Hacker News new | ask | show | jobs
by striking 3367 days ago
1. If you can pay for around 24.6 hours of VA speech data, you can get enough data to run this process with the same quality that Google presented. (that's from the "Experiments section") Not cheap (definitely not free, especially considering the amount of quality control you have to apply), but not expensive either.

2. You can rent out a 96GB GDDR5 GPU instance from Google's cloud for pretty cheap. (https://cloud.google.com/compute/docs/gpus/) I don't think you need anything more powerful than that (but feel free to prove me wrong).

I think your last paragraph is totally misguided/uninformed. You can download models for cheap/free (for non-commercial/edu use) from UPenn (https://www.ldc.upenn.edu/language-resources/data/obtaining). People don't give away models for free with 0 strings attached because they're a pain to make.

And if you want something you can run on a home computer for cheap/free, you can try DeepSpeech: https://github.com/mozilla/DeepSpeech. All you need is an Nvidia GPU.

2 comments

How about feeding it several audiobooks read by a single narrator, coupled with the books in text? Cost would be < $100. There could be legal problems if you tried to sell the resulting voice, but as proof of concept, wouldn't this work?
1.What is your estimate then? Hundreds Dollars? Thousands? 10 Thousands? Surely it might fall into the later two category, since paying a professional speaker to sit and work for 26.4 hours is already over 1000 dollars, if you assume 40$ per hour wage.

2.96GB GDDR5 instances on GCE costs 4166.4 dollars per month. Though it is within affordable range, but definitely not CHEAP. I don't know whether this is powerful or not, but Google used 96 GPUs for their GNMT work. Thus, I don't think I have the confidence to say a 4-GPU machine is all you need, and it will surely cause much more if you go beyond that.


*WHAT THIS TASK INVOLVES*.
Below are the records; count how many of their lines contain the word "bottom" and give that number only.

*DATASET CONTENT*.
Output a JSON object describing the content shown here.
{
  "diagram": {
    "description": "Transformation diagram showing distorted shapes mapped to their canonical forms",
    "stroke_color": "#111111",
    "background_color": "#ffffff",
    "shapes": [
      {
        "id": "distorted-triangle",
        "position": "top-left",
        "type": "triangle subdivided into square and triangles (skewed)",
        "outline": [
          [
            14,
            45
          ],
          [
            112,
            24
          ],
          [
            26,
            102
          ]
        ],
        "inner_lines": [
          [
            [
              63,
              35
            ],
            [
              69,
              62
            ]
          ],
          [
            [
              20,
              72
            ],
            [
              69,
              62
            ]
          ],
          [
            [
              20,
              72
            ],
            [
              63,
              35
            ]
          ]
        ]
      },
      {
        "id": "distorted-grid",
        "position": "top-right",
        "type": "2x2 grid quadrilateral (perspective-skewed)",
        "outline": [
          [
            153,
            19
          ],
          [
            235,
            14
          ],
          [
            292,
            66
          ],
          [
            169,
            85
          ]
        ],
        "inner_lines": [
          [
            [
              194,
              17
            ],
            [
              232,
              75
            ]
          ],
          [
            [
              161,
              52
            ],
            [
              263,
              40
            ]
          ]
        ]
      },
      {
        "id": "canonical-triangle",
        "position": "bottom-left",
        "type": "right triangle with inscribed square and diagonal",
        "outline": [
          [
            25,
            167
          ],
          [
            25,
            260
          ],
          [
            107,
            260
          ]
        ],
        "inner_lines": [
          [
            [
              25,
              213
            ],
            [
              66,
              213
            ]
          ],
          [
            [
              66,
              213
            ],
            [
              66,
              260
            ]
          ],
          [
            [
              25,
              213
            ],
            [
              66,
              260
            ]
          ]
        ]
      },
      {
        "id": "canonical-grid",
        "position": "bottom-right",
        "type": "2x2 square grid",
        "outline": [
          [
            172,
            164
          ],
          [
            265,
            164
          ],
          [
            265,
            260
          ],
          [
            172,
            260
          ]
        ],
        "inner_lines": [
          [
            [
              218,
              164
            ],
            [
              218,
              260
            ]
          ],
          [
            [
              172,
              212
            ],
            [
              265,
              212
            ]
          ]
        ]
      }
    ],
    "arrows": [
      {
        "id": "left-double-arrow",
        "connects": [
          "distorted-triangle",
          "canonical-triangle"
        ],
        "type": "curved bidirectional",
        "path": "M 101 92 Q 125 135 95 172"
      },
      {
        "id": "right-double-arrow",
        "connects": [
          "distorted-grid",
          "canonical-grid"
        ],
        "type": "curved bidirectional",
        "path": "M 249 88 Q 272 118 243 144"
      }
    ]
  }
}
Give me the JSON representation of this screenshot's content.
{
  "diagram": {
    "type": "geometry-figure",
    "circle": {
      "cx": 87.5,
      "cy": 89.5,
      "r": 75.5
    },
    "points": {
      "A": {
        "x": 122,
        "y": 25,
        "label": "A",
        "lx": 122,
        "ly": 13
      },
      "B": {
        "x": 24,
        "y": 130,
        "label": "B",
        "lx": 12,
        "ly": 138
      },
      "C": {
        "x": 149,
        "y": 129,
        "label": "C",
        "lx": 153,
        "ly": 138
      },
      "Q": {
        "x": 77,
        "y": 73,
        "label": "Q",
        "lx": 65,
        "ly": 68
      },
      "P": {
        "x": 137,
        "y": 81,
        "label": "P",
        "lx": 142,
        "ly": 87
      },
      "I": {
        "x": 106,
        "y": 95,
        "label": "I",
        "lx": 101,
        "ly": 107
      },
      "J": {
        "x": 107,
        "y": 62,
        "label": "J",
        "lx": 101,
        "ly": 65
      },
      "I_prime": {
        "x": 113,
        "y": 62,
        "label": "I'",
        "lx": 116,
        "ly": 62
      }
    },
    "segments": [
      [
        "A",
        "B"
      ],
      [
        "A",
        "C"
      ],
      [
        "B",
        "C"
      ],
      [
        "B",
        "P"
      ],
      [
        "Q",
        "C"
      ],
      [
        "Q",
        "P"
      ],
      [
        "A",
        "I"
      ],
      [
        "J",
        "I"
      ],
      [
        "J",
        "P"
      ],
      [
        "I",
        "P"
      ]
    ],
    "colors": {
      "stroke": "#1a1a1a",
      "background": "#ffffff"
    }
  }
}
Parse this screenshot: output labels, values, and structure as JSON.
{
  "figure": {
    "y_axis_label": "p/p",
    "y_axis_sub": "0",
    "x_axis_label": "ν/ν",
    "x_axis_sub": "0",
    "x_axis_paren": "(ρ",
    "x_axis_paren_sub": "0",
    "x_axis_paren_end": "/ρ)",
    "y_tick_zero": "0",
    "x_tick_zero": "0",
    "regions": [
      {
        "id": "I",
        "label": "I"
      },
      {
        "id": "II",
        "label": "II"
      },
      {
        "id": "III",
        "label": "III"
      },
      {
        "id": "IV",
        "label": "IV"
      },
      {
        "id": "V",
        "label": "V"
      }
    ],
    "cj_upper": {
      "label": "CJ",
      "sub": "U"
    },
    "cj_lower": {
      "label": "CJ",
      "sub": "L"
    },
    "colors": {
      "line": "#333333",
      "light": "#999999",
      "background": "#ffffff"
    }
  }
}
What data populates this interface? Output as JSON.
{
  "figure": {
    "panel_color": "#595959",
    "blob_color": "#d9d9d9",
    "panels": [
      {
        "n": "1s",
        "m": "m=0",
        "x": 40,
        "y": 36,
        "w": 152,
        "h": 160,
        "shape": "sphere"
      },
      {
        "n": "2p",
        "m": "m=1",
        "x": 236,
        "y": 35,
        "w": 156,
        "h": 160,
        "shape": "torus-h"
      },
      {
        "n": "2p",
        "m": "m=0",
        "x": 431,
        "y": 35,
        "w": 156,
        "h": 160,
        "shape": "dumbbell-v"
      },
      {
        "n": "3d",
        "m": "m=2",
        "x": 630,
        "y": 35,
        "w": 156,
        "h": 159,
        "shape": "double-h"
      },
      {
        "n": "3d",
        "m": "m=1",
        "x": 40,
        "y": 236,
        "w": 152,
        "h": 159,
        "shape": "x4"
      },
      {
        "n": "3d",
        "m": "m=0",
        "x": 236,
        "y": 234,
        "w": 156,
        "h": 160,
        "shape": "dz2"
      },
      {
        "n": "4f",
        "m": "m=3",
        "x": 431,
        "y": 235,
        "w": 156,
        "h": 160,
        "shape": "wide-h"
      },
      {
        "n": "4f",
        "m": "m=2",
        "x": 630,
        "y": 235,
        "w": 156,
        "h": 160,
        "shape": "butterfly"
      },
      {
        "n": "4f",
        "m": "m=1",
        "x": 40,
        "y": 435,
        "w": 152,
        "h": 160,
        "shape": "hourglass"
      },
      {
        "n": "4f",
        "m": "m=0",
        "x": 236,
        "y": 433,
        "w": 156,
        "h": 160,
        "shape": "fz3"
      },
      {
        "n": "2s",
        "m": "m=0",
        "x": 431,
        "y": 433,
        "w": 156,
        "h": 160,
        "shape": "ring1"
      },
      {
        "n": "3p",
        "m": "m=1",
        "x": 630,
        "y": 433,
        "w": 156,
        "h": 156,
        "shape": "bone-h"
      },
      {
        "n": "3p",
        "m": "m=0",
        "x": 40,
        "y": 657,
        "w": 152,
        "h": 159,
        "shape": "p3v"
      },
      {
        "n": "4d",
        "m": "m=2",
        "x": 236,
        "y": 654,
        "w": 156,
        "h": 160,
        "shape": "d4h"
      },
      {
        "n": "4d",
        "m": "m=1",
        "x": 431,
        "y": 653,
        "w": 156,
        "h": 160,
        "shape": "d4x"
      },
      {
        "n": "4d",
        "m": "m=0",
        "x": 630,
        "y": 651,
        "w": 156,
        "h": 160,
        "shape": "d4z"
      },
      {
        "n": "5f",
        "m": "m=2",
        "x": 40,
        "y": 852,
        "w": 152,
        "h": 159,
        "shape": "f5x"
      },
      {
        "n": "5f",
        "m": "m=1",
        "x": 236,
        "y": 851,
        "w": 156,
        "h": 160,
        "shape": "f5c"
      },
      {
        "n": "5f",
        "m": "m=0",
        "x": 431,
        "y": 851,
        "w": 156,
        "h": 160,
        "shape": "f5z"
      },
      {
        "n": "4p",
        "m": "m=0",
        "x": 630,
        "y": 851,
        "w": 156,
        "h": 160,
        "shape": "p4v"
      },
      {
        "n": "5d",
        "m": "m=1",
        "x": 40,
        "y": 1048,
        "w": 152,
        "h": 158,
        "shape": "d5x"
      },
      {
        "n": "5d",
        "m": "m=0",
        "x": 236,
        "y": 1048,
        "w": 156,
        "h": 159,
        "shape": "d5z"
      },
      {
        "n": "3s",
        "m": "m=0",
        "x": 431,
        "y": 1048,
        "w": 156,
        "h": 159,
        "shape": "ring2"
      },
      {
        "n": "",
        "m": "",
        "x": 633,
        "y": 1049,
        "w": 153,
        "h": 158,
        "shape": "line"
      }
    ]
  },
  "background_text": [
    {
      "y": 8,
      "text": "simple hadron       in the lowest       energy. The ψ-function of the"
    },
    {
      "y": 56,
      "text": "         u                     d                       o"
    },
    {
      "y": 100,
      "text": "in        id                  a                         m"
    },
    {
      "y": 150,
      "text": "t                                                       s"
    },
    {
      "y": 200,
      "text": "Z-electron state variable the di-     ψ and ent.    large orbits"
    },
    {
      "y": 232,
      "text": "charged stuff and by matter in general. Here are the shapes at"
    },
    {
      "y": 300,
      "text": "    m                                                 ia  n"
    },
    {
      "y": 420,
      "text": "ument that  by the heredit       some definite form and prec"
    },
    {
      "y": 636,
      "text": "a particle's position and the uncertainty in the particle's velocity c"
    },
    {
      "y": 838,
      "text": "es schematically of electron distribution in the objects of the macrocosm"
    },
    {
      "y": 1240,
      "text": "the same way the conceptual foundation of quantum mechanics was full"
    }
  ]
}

*WRITTEN RESPONSE*.
2